Emily had killed Katherine and taken her place, assuming her identity.

I had trouble picturing the thought of her going to the extreme measure of having part of your finger removed by a doctor, just so she could match her twin sister. Was it diabolical, or just simply disturbing?

In Emily’s eyes, it was not that big a deal. Emily had gone away, supposedly on summer vacation for a month with friends, killed her sister, gone under the knife, and when she came back home, she became Katherine.

Emily had never gotten over the fact that her father had been killed. She could not deal with the pain. She had loved him so deeply. She thought what he had been doing to her was normal. In some twisted sort of way, Emily blamed her sister Katherine for screaming out loud for their father to stop. Had Katherine not been yelling so loudly or crying so hard, Beth Ann would not have heard the sounds of what was going on in the bathhouse that night and killed their father. Emily could not help but think that her own desires were more important than those of Katherine. She had warmed for the attention of her father and lost her innocence to him. Somehow she thought it was normal, even though everyone would know it was horribly wrong and immoral. Then there was the fact that in her eyes, Katherine had also taken their mother’s love away from her when she won the trophies in swimming, just like their mother had as a little girl. Then there was the fact that Emily could not swim as fast and was not as athletic as her sister.

On the day when Elizabeth Ingram had apparently died in the drowning at sea, Emily’s world collapsed around her. She was unable to rationalize what had happened in her life. As her thoughts became more controlling, she soon realized there was little, if any control left to obtain.

Emily Ingram was handcuffed and taken away.
She was now under arrest for the murder of her sister, Katherine, her brother, Lamar, and her business associate, Joseph Willy Bowen. The real Emily Ingram was found, by a psychological review board, to be completely competent to stand trial for the murder of all three people. She was no longer able to fool those around her. She was no longer able to use influence or money to get out of these circumstances.

The true side, the real side, the only side, the mathematical equation of one Emily Ingram was now known by everyone, anyone who had ever known her, hated her, cared for her, loved her, or dealt with her.

Emily was now in a holding cell, locked away from society and away from her family.

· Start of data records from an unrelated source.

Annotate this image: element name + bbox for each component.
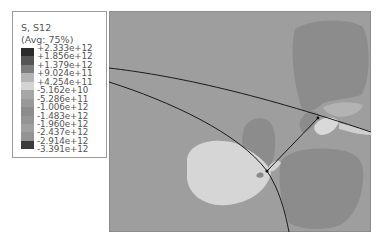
legend-swatch xyxy=(21,90,34,98)
triple-junction-lower xyxy=(265,169,268,172)
legend-swatch xyxy=(21,107,34,115)
stress-contour-plot xyxy=(109,11,371,232)
legend-labels: +2.333e+12+1.856e+12+1.379e+12+9.024e+11… xyxy=(37,44,93,154)
legend-swatch xyxy=(21,65,34,73)
legend-title: S, S12 xyxy=(21,22,51,33)
triple-junction-upper xyxy=(317,117,320,120)
legend-swatch xyxy=(21,132,34,140)
legend-swatch xyxy=(21,116,34,124)
legend-swatch xyxy=(21,48,34,56)
legend-swatch xyxy=(21,73,34,81)
legend-color-bar xyxy=(21,48,34,149)
legend-level-label: -3.391e+12 xyxy=(37,145,93,153)
legend-swatch xyxy=(21,124,34,132)
legend-swatch xyxy=(21,141,34,149)
legend-swatch xyxy=(21,82,34,90)
contour-legend: S, S12 (Avg: 75%) +2.333e+12+1.856e+12+1… xyxy=(12,11,107,158)
legend-swatch xyxy=(21,56,34,64)
legend-swatch xyxy=(21,99,34,107)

She was locked away from everyone except her lawyers, except her father, Baxter, and her sister, Katherine, who visited her when the lights were off, when no one was around. She was entombed inside a concrete grave. It was just like the one she had placed her sister in years back. The only difference was she was still alive, at least for the time being. She was encased inside four walls of concrete with a bunk, a toilet, and a mirror, a mirror that continued to talk back to her every time she saw her reflection. Emily was also charged with involvement in the death of Uncle Buddy. She would spend the remaining years of her life in a cell on death row in the same facility where her older sister Beth Ann had stayed at the Ladies’ Correctional Facility in Pee Wee Valley. In time, she would become the first woman in twenty-two years to be sentenced to death by the electric chair in the state of Kentucky.
During the removal
of furniture
, boxes of clothing, linens, and office equipment from the top suite of the Ingram Towers, where Emily, masqueraded as Katherine, had lived all these years, it would eventually come out what Lamar must have found in the office in Brazil right before he had been killed.

Charlie, Kristina, and Lamar Jr. were upstairs going through the penthouse suite where the so-called Katherine had spent much of her time and found a file that consisted of correspondences from Sevil Ylime.

Again, there was no apparent reason to expect anything, at least not yet, not until one of the air bills that had been kept from a package that had been delivered to Katherine was placed on top of the stack of miscellaneous items that were going to soon be carried out of the suite by Charlie.